Tuesday, February 16, 2016

The Polanski Triad

"The reality of her terror is made palpable by our shared experience. The audience  is given insight into her deteriorating world and cannot help but identify with her."--Julia Ain-Krupa, Roman Polanski: A Life in Exile, p.41

There are very few films which actually deal with tenement predicaments as a central motif, and Polanski only succeeded at it, in his attempts, by making his movies into a horror trilogy. When I am well enough, if the dowager has any true resurgence left, nursing a head cold in these leonine winds, a head cold apparently days in the making, I'll buy The Tenant, if necessary, and then bread my meats in a shake-n-bake. I saw the film many times, and know that, as the last in his series, it was about a man desperately attempting to warn himself about losing who he thought he was, after skirting the edges of where he shouldn't have ventured, but I can't remember the entire narrative, just the nail polish scene, the body cast (and don't we know a thing or two about skin yellowing after a year in plaster paris) and Shelley Winters behaving like a fatalistic concierge, which leads us to the issue of gentrification and a basic liberal anger.

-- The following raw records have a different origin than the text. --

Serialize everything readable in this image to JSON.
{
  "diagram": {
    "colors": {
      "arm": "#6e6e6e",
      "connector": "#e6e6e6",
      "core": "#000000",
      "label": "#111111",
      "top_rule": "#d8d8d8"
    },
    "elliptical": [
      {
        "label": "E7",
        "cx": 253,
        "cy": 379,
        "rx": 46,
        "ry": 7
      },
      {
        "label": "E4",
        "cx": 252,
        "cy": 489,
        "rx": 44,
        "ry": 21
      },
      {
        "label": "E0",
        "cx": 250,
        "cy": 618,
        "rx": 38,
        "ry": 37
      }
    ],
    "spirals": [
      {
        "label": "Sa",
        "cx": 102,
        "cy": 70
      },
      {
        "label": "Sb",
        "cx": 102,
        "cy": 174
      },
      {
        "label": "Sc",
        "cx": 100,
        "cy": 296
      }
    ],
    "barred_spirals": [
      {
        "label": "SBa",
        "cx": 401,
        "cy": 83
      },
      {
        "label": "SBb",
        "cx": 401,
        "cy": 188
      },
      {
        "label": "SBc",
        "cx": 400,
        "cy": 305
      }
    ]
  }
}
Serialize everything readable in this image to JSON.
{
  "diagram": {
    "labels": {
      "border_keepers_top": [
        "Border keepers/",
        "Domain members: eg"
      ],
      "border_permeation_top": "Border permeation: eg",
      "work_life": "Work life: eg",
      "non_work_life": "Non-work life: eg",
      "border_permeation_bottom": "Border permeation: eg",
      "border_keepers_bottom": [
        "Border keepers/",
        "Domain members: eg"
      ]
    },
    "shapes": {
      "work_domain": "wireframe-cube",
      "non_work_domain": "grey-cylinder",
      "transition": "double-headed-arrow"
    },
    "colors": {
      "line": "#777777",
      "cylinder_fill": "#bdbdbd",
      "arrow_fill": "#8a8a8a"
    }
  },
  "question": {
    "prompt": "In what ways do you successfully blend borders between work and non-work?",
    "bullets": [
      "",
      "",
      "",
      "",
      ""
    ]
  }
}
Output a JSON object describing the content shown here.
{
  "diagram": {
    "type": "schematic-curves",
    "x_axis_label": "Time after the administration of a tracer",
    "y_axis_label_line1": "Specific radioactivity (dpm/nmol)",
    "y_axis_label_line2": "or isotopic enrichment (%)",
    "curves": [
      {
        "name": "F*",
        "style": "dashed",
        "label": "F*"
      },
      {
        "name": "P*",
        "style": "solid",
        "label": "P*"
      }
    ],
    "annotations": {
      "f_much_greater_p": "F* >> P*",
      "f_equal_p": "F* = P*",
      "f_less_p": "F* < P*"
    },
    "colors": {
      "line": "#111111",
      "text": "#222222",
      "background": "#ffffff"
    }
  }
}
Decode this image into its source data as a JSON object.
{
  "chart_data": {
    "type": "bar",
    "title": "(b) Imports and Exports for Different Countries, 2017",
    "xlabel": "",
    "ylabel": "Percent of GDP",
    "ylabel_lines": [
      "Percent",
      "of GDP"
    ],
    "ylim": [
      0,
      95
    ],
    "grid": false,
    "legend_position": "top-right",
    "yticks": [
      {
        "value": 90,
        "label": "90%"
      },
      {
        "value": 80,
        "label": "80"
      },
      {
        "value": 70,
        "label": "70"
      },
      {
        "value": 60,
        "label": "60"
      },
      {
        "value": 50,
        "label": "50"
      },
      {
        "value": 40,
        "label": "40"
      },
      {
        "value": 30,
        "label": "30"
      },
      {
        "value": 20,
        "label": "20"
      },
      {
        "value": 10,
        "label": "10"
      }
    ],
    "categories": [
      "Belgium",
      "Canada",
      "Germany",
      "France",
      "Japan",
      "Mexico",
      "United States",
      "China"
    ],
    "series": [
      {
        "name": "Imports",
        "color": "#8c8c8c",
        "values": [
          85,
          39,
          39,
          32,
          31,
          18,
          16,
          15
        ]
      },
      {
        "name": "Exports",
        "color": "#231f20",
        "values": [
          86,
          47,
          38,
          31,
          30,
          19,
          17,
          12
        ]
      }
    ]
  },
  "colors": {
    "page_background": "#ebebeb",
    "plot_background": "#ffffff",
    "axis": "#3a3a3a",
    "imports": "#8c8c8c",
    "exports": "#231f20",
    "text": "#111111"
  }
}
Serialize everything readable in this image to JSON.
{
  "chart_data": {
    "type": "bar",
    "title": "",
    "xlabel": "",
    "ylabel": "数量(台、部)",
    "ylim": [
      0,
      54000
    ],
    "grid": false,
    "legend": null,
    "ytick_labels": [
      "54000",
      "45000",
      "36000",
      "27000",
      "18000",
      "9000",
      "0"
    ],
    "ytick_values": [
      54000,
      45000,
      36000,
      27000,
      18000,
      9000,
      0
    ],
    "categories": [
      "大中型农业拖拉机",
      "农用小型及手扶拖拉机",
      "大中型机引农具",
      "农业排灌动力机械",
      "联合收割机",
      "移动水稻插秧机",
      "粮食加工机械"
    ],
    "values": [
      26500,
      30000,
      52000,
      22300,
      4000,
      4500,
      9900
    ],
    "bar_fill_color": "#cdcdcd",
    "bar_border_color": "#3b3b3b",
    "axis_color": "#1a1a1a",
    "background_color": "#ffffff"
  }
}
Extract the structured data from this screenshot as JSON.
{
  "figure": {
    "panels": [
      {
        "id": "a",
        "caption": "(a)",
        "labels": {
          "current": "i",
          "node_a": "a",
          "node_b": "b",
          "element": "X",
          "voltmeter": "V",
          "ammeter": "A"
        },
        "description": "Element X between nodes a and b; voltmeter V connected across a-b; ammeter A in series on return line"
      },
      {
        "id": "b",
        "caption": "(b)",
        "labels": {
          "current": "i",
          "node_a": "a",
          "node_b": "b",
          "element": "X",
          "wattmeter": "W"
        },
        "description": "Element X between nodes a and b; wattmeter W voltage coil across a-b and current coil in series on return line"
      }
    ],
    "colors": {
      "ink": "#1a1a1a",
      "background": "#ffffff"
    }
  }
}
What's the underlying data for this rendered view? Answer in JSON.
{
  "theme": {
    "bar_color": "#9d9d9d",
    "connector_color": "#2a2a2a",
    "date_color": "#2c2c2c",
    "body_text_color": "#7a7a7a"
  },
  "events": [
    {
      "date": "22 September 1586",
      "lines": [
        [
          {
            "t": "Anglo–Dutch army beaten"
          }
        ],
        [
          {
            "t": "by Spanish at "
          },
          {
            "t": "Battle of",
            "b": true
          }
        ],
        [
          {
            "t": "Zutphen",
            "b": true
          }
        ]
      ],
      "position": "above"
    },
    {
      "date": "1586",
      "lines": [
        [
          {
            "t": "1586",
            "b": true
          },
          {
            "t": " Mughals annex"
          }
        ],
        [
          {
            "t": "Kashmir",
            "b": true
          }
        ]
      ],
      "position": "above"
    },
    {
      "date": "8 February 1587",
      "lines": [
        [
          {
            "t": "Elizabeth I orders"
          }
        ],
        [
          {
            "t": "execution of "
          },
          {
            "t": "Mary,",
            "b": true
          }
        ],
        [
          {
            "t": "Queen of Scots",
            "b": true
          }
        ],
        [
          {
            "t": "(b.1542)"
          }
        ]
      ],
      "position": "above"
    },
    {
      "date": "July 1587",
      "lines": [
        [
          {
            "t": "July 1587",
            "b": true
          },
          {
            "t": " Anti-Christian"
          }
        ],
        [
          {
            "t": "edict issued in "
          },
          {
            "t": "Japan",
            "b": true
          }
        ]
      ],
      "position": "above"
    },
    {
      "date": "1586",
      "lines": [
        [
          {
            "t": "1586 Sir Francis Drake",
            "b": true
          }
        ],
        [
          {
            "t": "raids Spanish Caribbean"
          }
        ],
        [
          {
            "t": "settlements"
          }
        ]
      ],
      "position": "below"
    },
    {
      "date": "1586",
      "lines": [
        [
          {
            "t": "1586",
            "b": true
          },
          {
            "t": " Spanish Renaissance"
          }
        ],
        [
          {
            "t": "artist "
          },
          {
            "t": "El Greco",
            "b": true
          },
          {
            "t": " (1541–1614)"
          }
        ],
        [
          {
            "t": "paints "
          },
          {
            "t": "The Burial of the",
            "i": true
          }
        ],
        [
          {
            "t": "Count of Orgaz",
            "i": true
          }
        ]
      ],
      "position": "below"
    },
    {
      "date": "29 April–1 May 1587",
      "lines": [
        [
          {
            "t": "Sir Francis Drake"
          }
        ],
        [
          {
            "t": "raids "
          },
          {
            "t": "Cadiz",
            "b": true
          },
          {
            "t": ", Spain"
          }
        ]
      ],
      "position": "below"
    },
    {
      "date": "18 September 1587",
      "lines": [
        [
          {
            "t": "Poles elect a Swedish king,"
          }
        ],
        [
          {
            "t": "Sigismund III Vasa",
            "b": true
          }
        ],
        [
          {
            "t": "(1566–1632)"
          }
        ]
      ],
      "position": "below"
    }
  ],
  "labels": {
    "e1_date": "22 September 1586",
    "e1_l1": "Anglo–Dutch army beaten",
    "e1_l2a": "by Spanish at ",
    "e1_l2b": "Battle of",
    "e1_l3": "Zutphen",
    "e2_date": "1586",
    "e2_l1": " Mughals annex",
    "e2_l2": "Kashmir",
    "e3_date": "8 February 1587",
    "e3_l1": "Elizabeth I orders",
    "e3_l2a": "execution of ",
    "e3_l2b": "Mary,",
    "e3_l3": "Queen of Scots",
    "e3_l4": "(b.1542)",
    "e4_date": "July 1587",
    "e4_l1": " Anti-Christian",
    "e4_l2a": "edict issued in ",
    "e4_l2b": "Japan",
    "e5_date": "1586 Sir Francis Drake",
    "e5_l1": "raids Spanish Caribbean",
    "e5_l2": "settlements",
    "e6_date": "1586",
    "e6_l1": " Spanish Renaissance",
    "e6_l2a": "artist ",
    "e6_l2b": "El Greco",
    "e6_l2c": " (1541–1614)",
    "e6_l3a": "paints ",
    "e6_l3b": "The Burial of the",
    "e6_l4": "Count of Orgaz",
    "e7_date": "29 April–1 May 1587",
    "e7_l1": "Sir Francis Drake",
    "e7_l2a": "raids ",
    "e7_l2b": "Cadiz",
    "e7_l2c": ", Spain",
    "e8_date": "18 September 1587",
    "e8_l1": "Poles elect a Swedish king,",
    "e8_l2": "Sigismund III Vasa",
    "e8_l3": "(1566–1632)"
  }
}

Sure, I have the rage of many a disabled activist; I wrote as much in earlier posts, but an overweening level of classification is as evil as too much austerity on the other end of the spectrum, which is why Congress needs to revisit public housing. Like many other Americans, once I was screwed over by former supervisors and a paradigm into which I was indoctrinated with contradictory platitudes, I faced the same problems as the rest of you who lose jobs: harassment by debt collectors, particularly after default, the breakdown of my medical equipment, and months, literally months, of what felt like hostile captivity. Between 99 and 08 my life was almost a living hell, excepting my wedding plans, and now, eight years later, how in god's name am I supposed to find the strength of will to remain competitive, returning to substantial gainful activity? I can't ignore it. Federal law is punitive, regardless of my age and symptoms, and Treasury will, eventually, garnish what little I subsist on. This is why my fury is enough to dissuade Councilmen, even those designated as "special needs," because we do end up feeling like Catherine in Repulsion, protecting our body from scavengers of our innocence, or Mia and Roman overwhelmed by an entrapment conspiracy. We may not have the solution to the problem of stacking ourselves up on top of one another, a plate of pancakes, but it is a living hell when we're shackled to confinement against our will. It did not cost Presbyterian Homes anything to allow me to change my mind, leaving the unit in Diamond Park, right off Temple University's campus, for Riverside's internecine back bite, but it cost me; a career, an extension of a hostile environment, my confidence, self esteem. Any public housing lawyer would say how lucky that is. Yep.